Grafana and BigQuery: Together at last
Vadim Solovey
Founder of DoiT International
Editor’s note: We’re hearing today from DoiT International, a Google Cloud Premier and MSP partner, and two-time International Partner of the Year. They recently built a Grafana plugin for BigQuery, making it easier to visualize your data. Read on for details.
At DoiT International, we see data problems of all shapes and sizes. From complexity analysis to large-scale system design, there are a variety of tools that can help solve our clients’ technology and analytical needs. But sometimes there’s a tool that seems so necessary that we create and share it ourselves.
Which is why we built the Grafana plugin for BigQuery.
We love BigQuery for its unparalleled capability to execute queries very fast over very large datasets, and often encourage our customers to use it. We also see how much our customers love using Grafana to visualize their time-series data for monitoring, alerts, analysis, or some combination thereof. The two seem like a natural match, yet until recently, there wasn’t a way to bring them together.
Fortunately, Aviv Laufer, senior cloud engineer at DoiT International, found a way. Already familiar with the BigQuery API, he dug into the Grafana documentation and had a working prototype within a few weeks, and released a beta version shortly thereafter. After about a month, we’d solved the major bugs, become production-ready, and have been fielding feature requests from the community ever since.
Monitoring big data operations
Hundreds of companies are already taking advantage of the plugin so they can use both tools to their fullest extent. King, for instance, is using it to monitor the company’s big data operations. The mobile game developer, which famously brought the world Candy Crush Saga back in 2012, runs their data warehouse entirely in Google Cloud and uses BigQuery’s flat-rate subscription model. As King’s usage grew to support hundreds of projects, they were having trouble measuring slot utilization at the reservation or project level. They needed a better way to assess their usage patterns and query efficiency than scraping metrics from the Stackdriver API and consolidating those into yet another project to analyze with Grafana.

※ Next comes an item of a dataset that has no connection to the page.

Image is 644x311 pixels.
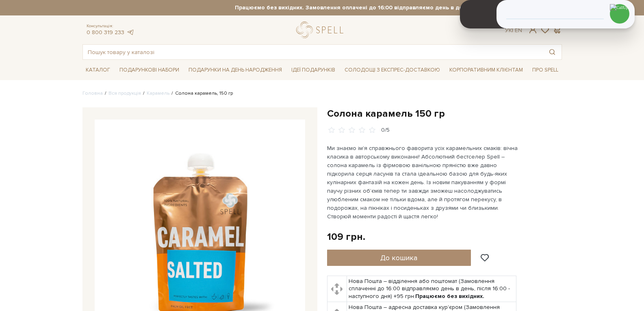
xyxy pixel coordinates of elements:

Since King was already piloting an alpha of the flat-rate usage export into BigQuery, and was familiar with using Grafana with Stackdriver, the plugin let them tap into the best of both worlds. For example, the following short standard SQL query obtains slot usage by project:
With the Grafana plugin, King was able to visualize the results of this query and get a clear picture of the activity across their more than 1,000 projects. Different projects use different amounts of slots, and the more dominant colors indicate which projects are using more slots than the others.

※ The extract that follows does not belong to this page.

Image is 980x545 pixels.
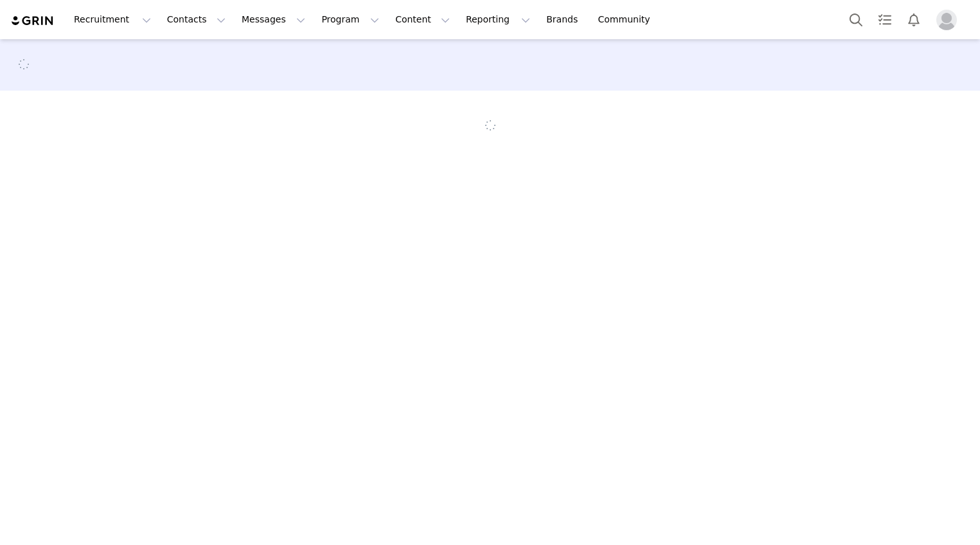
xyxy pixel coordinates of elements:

Another short query allows King to monitor their global slot usage. Below, they have a clear window into a 24-hour period:
Using the plugin to visualize BigQuery monitoring its own usage is just the beginning of how King may use the plugin in the future. King is now displaying BigQuery utilization on digital signage across all its offices to help the company interpret its usage data, ask new questions about it, and find ways to write queries (and manage its data warehouse) more efficiently.
Visualizing billing
Another company benefiting from the one-two punch of BigQuery and Grafana is Travix, a global online travel company with operations in 39 countries. Travix is also a heavy user of BigQuery and Grafana, and when the plugin came out, they jumped on the opportunity to streamline their workflow.
One of the critical areas Travix needs to monitor is SKUs. By exporting their billing information into BigQuery, Travix can analyze all their billing data. With a quick query and the Grafana plugin, Travix can see their top 10 GCP products and the associated costs on a given time frame.
This lets them monitor how much they spend on Google Cloud and perform their own cost optimizations, and drill down into the costs of individual applications.
Travix is also using the plugin to measure their network traffic at 15-minute intervals. By defining events from Cloudflare logs as ingress and egress, they can see what their network traffic patterns are like, and monitor for any new trends or anomalies.
Travix also analyzes their access logs for slowly increasing response times, which would be invisible if looking at shorter periods of time.
Using the Grafana plugin
Using BigQuery and Grafana together can apply to countless applications: dashboards analyzing logs, billing data, sales metrics, traffic analysis, tracking digital marketing campaigns, and probably many more we haven’t thought of yet. Getting started is as easy as downloading the plugin from the Grafana website, or cloning the open-source Github repository.
We welcome your feedback on this plugin via Github, and we respond quickly to bugs and feature requests. We look forward to seeing what you can do!